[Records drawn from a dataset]
┌──
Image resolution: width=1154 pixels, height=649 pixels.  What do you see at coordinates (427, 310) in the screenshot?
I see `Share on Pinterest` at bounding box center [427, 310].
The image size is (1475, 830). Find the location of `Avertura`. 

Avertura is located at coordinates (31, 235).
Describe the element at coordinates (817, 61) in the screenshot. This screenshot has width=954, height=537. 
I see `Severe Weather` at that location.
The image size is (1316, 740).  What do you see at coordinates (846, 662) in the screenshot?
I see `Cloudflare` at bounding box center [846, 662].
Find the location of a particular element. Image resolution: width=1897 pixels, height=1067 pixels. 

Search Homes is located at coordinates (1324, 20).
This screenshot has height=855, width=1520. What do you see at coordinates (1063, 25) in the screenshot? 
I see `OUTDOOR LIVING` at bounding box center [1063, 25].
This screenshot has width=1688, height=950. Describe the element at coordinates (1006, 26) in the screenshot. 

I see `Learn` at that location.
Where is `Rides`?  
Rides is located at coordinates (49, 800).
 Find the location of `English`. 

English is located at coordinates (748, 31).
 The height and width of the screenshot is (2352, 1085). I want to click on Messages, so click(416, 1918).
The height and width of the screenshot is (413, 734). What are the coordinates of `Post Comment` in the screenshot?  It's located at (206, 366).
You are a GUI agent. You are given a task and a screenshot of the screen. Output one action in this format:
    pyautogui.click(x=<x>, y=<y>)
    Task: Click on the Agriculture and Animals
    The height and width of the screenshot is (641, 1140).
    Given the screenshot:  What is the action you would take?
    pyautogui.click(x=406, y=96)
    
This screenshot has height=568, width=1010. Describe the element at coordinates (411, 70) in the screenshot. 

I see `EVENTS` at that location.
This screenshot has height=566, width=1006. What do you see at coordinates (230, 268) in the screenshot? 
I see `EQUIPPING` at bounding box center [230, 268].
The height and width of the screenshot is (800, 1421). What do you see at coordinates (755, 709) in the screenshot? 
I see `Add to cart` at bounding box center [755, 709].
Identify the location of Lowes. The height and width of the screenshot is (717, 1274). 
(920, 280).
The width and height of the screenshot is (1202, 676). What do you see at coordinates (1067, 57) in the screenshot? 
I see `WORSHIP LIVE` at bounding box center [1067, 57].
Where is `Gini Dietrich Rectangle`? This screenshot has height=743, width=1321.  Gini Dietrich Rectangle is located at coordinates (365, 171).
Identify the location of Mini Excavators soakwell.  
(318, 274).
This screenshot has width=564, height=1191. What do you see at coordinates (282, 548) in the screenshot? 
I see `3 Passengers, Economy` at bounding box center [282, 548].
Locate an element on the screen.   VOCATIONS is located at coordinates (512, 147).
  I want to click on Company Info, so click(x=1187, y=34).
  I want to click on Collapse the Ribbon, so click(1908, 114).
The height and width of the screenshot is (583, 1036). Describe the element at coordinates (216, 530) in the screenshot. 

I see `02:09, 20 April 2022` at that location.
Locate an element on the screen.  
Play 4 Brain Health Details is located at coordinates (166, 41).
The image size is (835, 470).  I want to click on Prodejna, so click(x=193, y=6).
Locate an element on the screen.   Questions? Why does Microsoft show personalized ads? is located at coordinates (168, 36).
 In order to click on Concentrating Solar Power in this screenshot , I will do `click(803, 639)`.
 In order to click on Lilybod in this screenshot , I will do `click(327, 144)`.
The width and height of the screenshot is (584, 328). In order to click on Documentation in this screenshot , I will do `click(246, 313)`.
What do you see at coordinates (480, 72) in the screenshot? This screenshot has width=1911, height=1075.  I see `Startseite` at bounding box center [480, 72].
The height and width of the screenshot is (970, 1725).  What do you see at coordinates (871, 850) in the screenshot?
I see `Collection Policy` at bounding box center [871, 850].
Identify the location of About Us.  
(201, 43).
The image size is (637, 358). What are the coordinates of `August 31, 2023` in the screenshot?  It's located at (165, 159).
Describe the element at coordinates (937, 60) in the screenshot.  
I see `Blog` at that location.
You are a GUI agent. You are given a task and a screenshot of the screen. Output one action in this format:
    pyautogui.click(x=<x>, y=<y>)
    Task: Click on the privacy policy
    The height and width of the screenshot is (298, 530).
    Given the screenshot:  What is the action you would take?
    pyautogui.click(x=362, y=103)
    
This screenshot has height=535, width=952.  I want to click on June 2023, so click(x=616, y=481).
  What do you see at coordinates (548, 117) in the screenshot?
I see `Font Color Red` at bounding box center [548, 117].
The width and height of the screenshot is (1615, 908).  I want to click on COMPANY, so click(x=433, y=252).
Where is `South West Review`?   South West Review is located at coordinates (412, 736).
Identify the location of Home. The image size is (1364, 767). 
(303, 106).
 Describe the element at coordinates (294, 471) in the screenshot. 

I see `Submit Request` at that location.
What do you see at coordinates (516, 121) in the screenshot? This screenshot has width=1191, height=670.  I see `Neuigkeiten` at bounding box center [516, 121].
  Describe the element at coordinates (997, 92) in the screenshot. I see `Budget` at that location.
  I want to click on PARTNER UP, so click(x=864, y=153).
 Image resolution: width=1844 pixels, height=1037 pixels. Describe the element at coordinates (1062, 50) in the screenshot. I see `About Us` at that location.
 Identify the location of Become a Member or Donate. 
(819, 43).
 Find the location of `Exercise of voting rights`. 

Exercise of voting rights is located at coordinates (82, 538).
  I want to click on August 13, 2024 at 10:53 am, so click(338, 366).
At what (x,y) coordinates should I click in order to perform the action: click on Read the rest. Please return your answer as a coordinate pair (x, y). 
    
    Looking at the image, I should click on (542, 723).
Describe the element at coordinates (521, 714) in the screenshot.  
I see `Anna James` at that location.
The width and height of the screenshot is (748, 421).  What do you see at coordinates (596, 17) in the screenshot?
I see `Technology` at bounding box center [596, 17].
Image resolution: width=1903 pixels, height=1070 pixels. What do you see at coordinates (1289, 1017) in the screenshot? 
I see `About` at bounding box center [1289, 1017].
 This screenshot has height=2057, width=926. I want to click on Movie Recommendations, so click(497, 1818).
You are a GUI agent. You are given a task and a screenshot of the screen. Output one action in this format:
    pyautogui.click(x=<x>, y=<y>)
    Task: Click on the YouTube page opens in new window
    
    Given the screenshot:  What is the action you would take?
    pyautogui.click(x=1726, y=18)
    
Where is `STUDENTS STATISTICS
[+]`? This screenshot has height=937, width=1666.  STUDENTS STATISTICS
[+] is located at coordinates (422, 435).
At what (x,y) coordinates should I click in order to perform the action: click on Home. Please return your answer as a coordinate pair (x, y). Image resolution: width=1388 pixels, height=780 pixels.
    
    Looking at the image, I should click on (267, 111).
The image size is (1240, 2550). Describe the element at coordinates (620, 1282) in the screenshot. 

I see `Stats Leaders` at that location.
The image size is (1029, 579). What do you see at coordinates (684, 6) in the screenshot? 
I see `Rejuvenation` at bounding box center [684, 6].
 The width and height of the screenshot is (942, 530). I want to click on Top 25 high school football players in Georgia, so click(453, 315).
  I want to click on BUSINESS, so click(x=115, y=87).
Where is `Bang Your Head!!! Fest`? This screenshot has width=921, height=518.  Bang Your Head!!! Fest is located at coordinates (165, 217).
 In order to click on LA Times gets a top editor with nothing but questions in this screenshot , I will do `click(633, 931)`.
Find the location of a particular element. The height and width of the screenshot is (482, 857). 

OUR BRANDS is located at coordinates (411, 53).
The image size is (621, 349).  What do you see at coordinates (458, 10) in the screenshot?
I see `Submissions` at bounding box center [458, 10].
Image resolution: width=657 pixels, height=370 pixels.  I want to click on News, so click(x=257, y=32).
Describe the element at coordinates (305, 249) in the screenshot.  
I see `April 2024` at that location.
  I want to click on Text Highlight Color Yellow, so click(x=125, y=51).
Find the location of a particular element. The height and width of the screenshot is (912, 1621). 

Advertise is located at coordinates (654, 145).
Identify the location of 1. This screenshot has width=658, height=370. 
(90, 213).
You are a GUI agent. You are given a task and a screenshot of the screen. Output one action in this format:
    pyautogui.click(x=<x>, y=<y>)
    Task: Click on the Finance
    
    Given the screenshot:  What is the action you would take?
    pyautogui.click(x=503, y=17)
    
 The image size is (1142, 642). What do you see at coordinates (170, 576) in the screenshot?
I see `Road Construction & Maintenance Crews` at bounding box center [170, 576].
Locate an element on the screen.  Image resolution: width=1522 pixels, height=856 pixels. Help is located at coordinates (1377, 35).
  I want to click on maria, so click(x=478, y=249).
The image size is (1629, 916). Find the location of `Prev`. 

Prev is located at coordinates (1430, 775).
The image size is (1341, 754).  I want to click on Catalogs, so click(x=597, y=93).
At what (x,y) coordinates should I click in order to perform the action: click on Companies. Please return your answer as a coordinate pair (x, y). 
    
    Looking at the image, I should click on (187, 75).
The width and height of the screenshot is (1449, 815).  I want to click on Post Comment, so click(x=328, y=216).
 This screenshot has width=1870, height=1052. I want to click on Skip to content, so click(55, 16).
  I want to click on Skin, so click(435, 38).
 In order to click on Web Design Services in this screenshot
└──
What this task involves:
Set down, from the entries above, exactly the lines from the one with "The image size is (835, 470)." up to and including the one with "In order to click on Lilybod", and no other lines.

Answer box:
The image size is (835, 470).  I want to click on Prodejna, so click(x=193, y=6).
Locate an element on the screen.   Questions? Why does Microsoft show personalized ads? is located at coordinates (168, 36).
 In order to click on Concentrating Solar Power in this screenshot , I will do `click(803, 639)`.
 In order to click on Lilybod in this screenshot , I will do `click(327, 144)`.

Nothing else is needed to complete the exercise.